February is Jewish Disability Awareness and Inclusion Month. For some, it lasts one month. For others, it is encapsulated in a “Mitzvah Day.” But for those who live a life connected to my heroes, the special needs community, this life is every day.
 
My synagogue, Sinai Temple, has been blessed to work in a partnership with Camp Ramah of California and the Jewish Federation of Los Angeles to act in the holy work of employing Jews with special needs. For the last month, I have been privileged to watch my new friend and colleague, Zachary, work at Sinai Temple. I have known Zachary for several years. I have seen him at Camp Ramah, as a special needs camper and counselor. I would see Zachary at Hevra, the special needs youth group in Southern California, attending Shabbat dinners, dances, and activities. But this was different.
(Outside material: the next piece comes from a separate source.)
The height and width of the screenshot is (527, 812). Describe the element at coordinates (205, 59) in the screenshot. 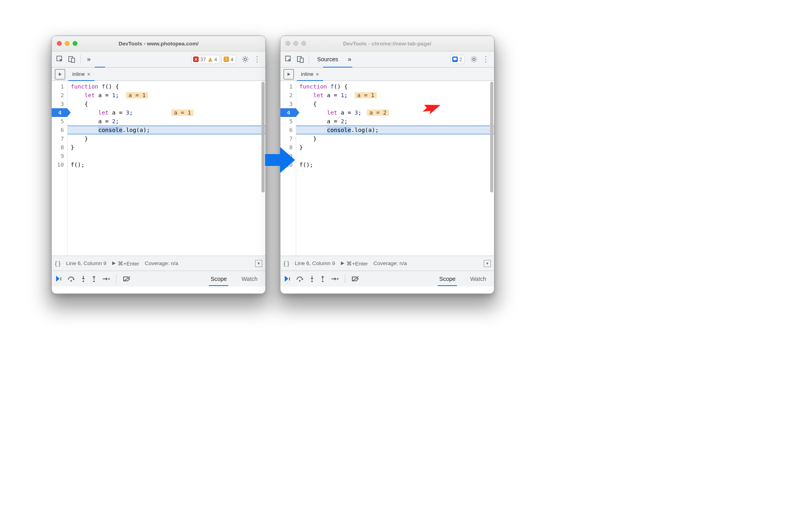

Zachary walked into the synagogue on his first day, accompanied by his mentor, shoulders stooped down, nervous of what to expect and how others would treat him. Would he be different from his co-workers? Would we talk down to him? Could he handle the expectations? He started small, assisting in mailings, sorting fruit for our religious school Tu Bishvat seders, and lending help whenever and wherever necessary.
 
On his second day, I brought Zachary to our pre-school, where I was to teach the children about the tallit, the prayer shawl. He quickly became the tallit model, as we taught the kids about the different tallitot-colors, sizes, and the like. The next day, Zach accompanied me to our chapel for our pre-school Shabbat party. He set up my keyboard and amplifier, and brought the tallitot to once again share with our pre-school. As the two and three year olds entered, singing Bim-Bam, I watched as they began to wave and shout. “Zachary!!! The tallit man!!” Zach shyly smiled, waved back, and continued his work… As the tallit man had a job to do. 
 
Each day Zach comes to work, there is now a line at my office. “Where is Zach? Can he work with me today?” The foundation of the sacred sanctuary has been laid. He is not put into an empty office, only to come out when finished. Rather, Zach always works with other people, building that sanctuary together, brick by holy brick. Just this past week, Zach was tasked with assembling spice packets for Havdalah, which will be passed out to our congregation. On each bag, Zach attached the tag that read, “Bring the sweet smell of Shabbat into your week!” Every day Zach walks into this physical synagogue building, he in fact is that spice that extends the sanctity of Shabbat into all of our days.
 
Please don’t get me wrong. Zach is a special young man. But the only thing today that makes Zach more special than anyone else at Sinai Temple is that he is the most popular employee in our synagogue. He is no longer an outsider. As Microsoft brilliantly put it, “Here, everyone can play.”